Celebrate 75 Years At Dinosaur National Monument
Dinosaur National Monument - photo by Dave Webb |
The area now known as Dinosaur
National Monument first drew national attention in 909, when Earl
Douglass started collecting fossils there for the Carnegie Museum of
Natural History.
It was proclaimed a national monument
in 915 President Woodrow Wilson, protecting some 80 acres. In 1938,
the monument boundaries were expanded to include over 200,000 acres
in Utah and Colorado. The monument encompassing some of the most
spectacular canyons of the Green
and Yampa rivers.
This year marks the 75th
anniversary of the expansion. The Park Service is throwing a party
and you are invited. The Monument provided the information below.
A celebration of
the 75th anniversary of the expansion of the monument will kick off
with cake this Sunday, July 14 at both the Quarry Visitor Center near
Jensen, UT and the Canyon Visitor Center near Dinosaur, CO. Cake will
be served from 11:00 am until it is gone. Throughout the year, a
variety of special events and ranger programs will highlight Dinosaur
National Monument’s broader natural and cultural resources and
wilderness values. Topics will include night skies, homestead
history, geology, petroglyphs and the spectacular river canyons of
the Green and Yampa Rivers. If you can’t make it in person, we
invite you to enjoy a virtual visit through photos and stories shared
at facebook.com/DinosaurNationalMonument.
Monument staff and
volunteers are also currently working on a new web video titled
Dinosaur: Beyond the Bones, which we hope to debut in time for the
75th anniversary. Future events will be posted on Facebook and
www.nps.gov/dino over the next several months, so check back often.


Task item: Report every line of the records below that contains the word "category".
..........
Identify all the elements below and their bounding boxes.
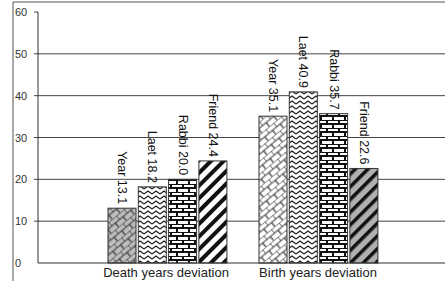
bar-value-label: Year 35.1	[266, 59, 280, 112]
bar-friend	[199, 161, 227, 263]
bar-value-label: Laet 40.9	[296, 36, 310, 88]
bar-value-label: Year 13.1	[115, 151, 129, 204]
category-label-birth: Birth years deviation	[259, 265, 377, 280]
bar-value-label: Rabbi 35.7	[327, 49, 341, 110]
bar-laet	[138, 187, 166, 263]
chart-frame	[13, 2, 445, 281]
y-tick-label: 40	[15, 90, 27, 102]
y-tick-label: 30	[15, 132, 27, 144]
bar-rabbi	[169, 179, 197, 263]
y-tick-label: 10	[15, 215, 27, 227]
y-axis-tick-labels: 0102030405060	[15, 6, 27, 269]
category-label-death: Death years deviation	[103, 265, 229, 280]
bar-value-label: Friend 24.4	[206, 94, 220, 157]
y-tick-label: 0	[15, 257, 21, 269]
y-tick-label: 50	[15, 48, 27, 60]
bar-value-label: Laet 18.2	[145, 131, 159, 183]
bar-friend	[350, 168, 378, 263]
bar-rabbi	[320, 114, 348, 263]
y-tick-label: 20	[15, 173, 27, 185]
y-tick-label: 60	[15, 6, 27, 18]
bar-year	[108, 208, 136, 263]
bar-value-label: Friend 22.6	[357, 101, 371, 164]
bar-year	[259, 116, 287, 263]
bar-value-label: Rabbi 20.0	[176, 115, 190, 176]
bar-chart: 0102030405060 Year 13.1Laet 18.2Rabbi 20…	[0, 0, 445, 281]
bar-laet	[289, 92, 317, 263]
gridlines	[34, 12, 445, 221]
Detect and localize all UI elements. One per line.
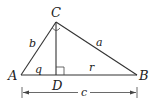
vertex-label-c: C [51, 5, 61, 20]
vertex-label-a: A [7, 68, 17, 83]
vertex-label-d: D [51, 78, 63, 93]
side-label-b: b [29, 37, 36, 50]
side-label-a: a [96, 36, 103, 49]
segment-label-r: r [89, 61, 95, 74]
segment-label-q: q [35, 63, 42, 76]
arrowhead-left-icon [23, 91, 29, 95]
right-angle-mark-icon [56, 67, 64, 75]
arrowhead-right-icon [130, 91, 136, 95]
vertex-label-b: B [138, 68, 149, 83]
triangle-diagram: C A B D b a q r c [0, 0, 154, 106]
side-label-c: c [81, 86, 87, 99]
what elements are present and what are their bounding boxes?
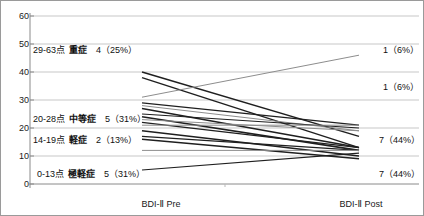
slope-line [142,55,359,97]
plot-area [1,1,424,216]
bdi-slope-chart: 60 50 40 30 20 10 0 29-63点重症4（25%） 20-28… [0,0,424,216]
slope-line [142,106,359,131]
gridlines [30,16,419,184]
slope-lines [142,55,359,170]
axis-lines [28,13,419,188]
slope-line [142,78,359,148]
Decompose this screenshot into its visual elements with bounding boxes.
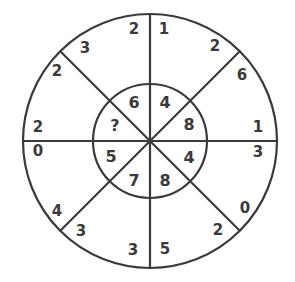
outer-number: 2 bbox=[210, 37, 220, 55]
outer-number: 2 bbox=[129, 20, 139, 38]
inner-number: 8 bbox=[159, 171, 170, 190]
outer-number: 3 bbox=[80, 39, 90, 57]
outer-number: 1 bbox=[253, 118, 263, 136]
outer-number: 2 bbox=[52, 62, 62, 80]
inner-number: 4 bbox=[183, 148, 194, 167]
outer-number: 0 bbox=[33, 142, 43, 160]
number-wheel-puzzle: 6484875? 2126130253340223 bbox=[0, 0, 295, 282]
outer-number: 0 bbox=[240, 199, 250, 217]
outer-number: 5 bbox=[160, 240, 170, 258]
outer-number: 3 bbox=[128, 241, 138, 259]
inner-number: 7 bbox=[128, 171, 139, 190]
outer-number: 3 bbox=[76, 222, 86, 240]
outer-number: 3 bbox=[253, 143, 263, 161]
inner-number: 5 bbox=[105, 147, 116, 166]
outer-number: 2 bbox=[213, 221, 223, 239]
inner-number: 4 bbox=[159, 93, 170, 112]
outer-number: 4 bbox=[52, 202, 62, 220]
outer-number: 6 bbox=[237, 66, 247, 84]
inner-number: 8 bbox=[183, 115, 194, 134]
unknown-number: ? bbox=[110, 116, 119, 135]
outer-number: 1 bbox=[159, 20, 169, 38]
inner-number: 6 bbox=[128, 93, 139, 112]
outer-number: 2 bbox=[33, 118, 43, 136]
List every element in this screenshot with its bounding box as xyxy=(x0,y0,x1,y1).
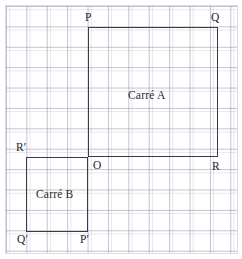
vertex-label-q: Q xyxy=(211,11,219,23)
vertex-label-p: P xyxy=(85,11,92,23)
vertex-label-r-prime: R′ xyxy=(16,141,26,153)
vertex-label-r: R xyxy=(212,160,220,172)
vertex-label-p-prime: P′ xyxy=(80,233,89,245)
square-b-caption: Carré B xyxy=(36,188,73,200)
vertex-label-q-prime: Q′ xyxy=(17,233,28,245)
vertex-label-o: O xyxy=(93,159,101,171)
geometry-figure: Carré A Carré B P Q O R R′ Q′ P′ xyxy=(0,0,242,259)
square-a-caption: Carré A xyxy=(128,89,165,101)
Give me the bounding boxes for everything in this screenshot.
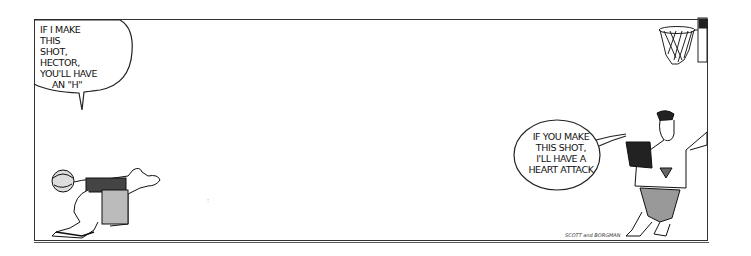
artist-signature: SCOTT and BORGMAN — [565, 232, 620, 238]
comic-artwork: : — [0, 0, 751, 256]
speech-text-right: IF YOU MAKE THIS SHOT, I'LL HAVE A HEART… — [526, 131, 596, 175]
hector-character — [626, 111, 707, 236]
jeremy-character — [52, 168, 160, 238]
speech-text-left: IF I MAKE THIS SHOT, HECTOR, YOU'LL HAVE… — [40, 24, 100, 90]
basketball-hoop — [659, 18, 707, 64]
stray-mark: : — [207, 196, 209, 203]
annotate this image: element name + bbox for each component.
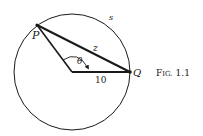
label-angle-theta: θ bbox=[77, 56, 83, 66]
label-radius-10: 10 bbox=[95, 75, 107, 85]
caption-smallcaps: IG. bbox=[162, 70, 172, 78]
chord-pq bbox=[37, 25, 130, 72]
circle-diagram: P Q s z θ 10 FIG.1.1 bbox=[0, 0, 203, 136]
radius-op bbox=[37, 25, 72, 72]
point-p-dot bbox=[35, 23, 38, 26]
figure-caption: FIG.1.1 bbox=[156, 68, 190, 78]
label-arc-s: s bbox=[109, 13, 113, 22]
label-chord-z: z bbox=[92, 43, 98, 53]
point-q-dot bbox=[128, 70, 132, 74]
label-p: P bbox=[31, 29, 40, 42]
caption-number: 1.1 bbox=[176, 68, 190, 78]
label-q: Q bbox=[133, 67, 141, 78]
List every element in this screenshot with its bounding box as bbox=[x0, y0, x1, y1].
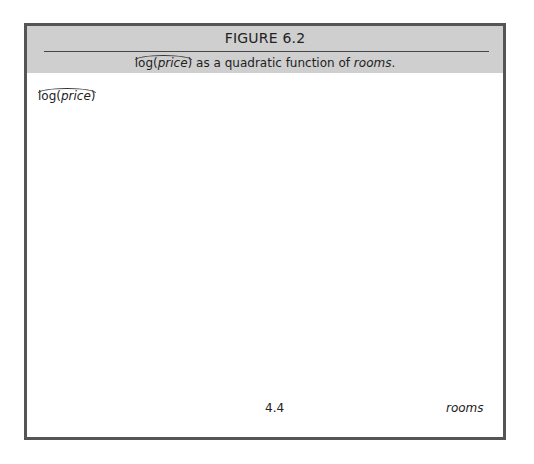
caption-log: log( bbox=[135, 56, 158, 70]
caption-period: . bbox=[391, 56, 395, 70]
figure-frame: FIGURE 6.2 log(price) as a quadratic fun… bbox=[24, 23, 506, 440]
y-axis-label: log(price) bbox=[38, 89, 96, 103]
ylabel-hat: log(price) bbox=[38, 89, 96, 103]
x-tick-label: 4.4 bbox=[265, 401, 284, 415]
caption-mid: as a quadratic function of bbox=[192, 56, 354, 70]
caption-paren: ) bbox=[188, 56, 193, 70]
figure-caption: log(price) as a quadratic function of ro… bbox=[27, 56, 503, 70]
ylabel-price: price bbox=[61, 89, 91, 103]
ylabel-log: log( bbox=[38, 89, 61, 103]
x-axis-label: rooms bbox=[446, 401, 484, 415]
ylabel-paren: ) bbox=[91, 89, 96, 103]
figure-number: FIGURE 6.2 bbox=[27, 30, 503, 46]
caption-rooms: rooms bbox=[354, 56, 392, 70]
caption-hat-term: log(price) bbox=[135, 56, 193, 70]
figure-header: FIGURE 6.2 log(price) as a quadratic fun… bbox=[27, 26, 503, 73]
caption-price: price bbox=[158, 56, 188, 70]
title-rule bbox=[44, 51, 489, 52]
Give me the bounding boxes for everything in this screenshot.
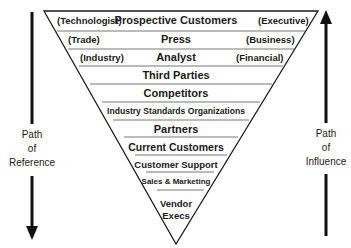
path-of-reference-line1: Path: [2, 128, 62, 142]
level-8-label: Current Customers: [128, 142, 224, 153]
level-1-right-qualifier: (Executive): [258, 16, 309, 26]
level-5-label: Competitors: [144, 88, 209, 99]
path-of-reference-line3: Reference: [2, 156, 62, 170]
path-of-reference-label: Path of Reference: [2, 128, 62, 170]
level-2-label: Press: [161, 34, 191, 45]
level-11-label-line2: Execs: [162, 211, 189, 221]
path-of-reference-line2: of: [2, 142, 62, 156]
level-6-label: Industry Standards Organizations: [107, 107, 245, 116]
path-of-influence-line2: of: [296, 141, 351, 155]
level-2-left-qualifier: (Trade): [68, 35, 100, 45]
level-9-label: Customer Support: [134, 160, 217, 170]
path-of-influence-line1: Path: [296, 127, 351, 141]
path-of-influence-label: Path of Influence: [296, 127, 351, 169]
level-1-label: Prospective Customers: [115, 15, 238, 26]
level-3-right-qualifier: (Financial): [236, 53, 284, 63]
level-3-label: Analyst: [156, 52, 196, 63]
level-2-right-qualifier: (Business): [246, 35, 295, 45]
path-of-influence-arrow: [320, 10, 332, 236]
level-4-label: Third Parties: [142, 70, 209, 81]
level-10-label: Sales & Marketing: [142, 178, 211, 186]
path-of-reference-arrow: [26, 12, 38, 240]
path-of-influence-line3: Influence: [296, 155, 351, 169]
level-3-left-qualifier: (Industry): [80, 53, 124, 63]
level-1-left-qualifier: (Technologist): [57, 16, 122, 26]
inverted-pyramid-diagram: (Technologist) Prospective Customers (Ex…: [0, 0, 351, 248]
level-7-label: Partners: [154, 124, 199, 135]
level-11-label-line1: Vendor: [160, 199, 192, 209]
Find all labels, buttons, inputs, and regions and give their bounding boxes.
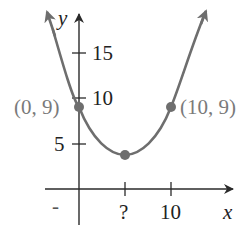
point-label-right: (10, 9) bbox=[180, 95, 236, 119]
parabola-graph: 15 10 5 ? 10 - x y (0, 9) (10, 9) bbox=[0, 0, 248, 241]
x-tick-label-10: 10 bbox=[160, 200, 181, 224]
point-0-9 bbox=[74, 102, 84, 112]
y-axis-label: y bbox=[56, 6, 68, 30]
parabola-curve bbox=[53, 16, 204, 155]
y-tick-label-5: 5 bbox=[54, 132, 65, 156]
point-10-9 bbox=[166, 102, 176, 112]
x-axis-label: x bbox=[222, 200, 233, 224]
x-tick-label-question: ? bbox=[119, 200, 128, 224]
y-tick-label-15: 15 bbox=[92, 41, 113, 65]
right-curve-arrow-icon bbox=[201, 11, 206, 24]
y-tick-label-10: 10 bbox=[92, 86, 113, 110]
left-curve-arrow-icon bbox=[47, 12, 55, 36]
point-vertex bbox=[120, 150, 130, 160]
point-label-left: (0, 9) bbox=[14, 95, 60, 119]
stray-dash-mark: - bbox=[52, 194, 59, 218]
..........
Solution below:
category-label-birth: Birth years deviation	[259, 265, 377, 280]
category-label-death: Death years deviation	[103, 265, 229, 280]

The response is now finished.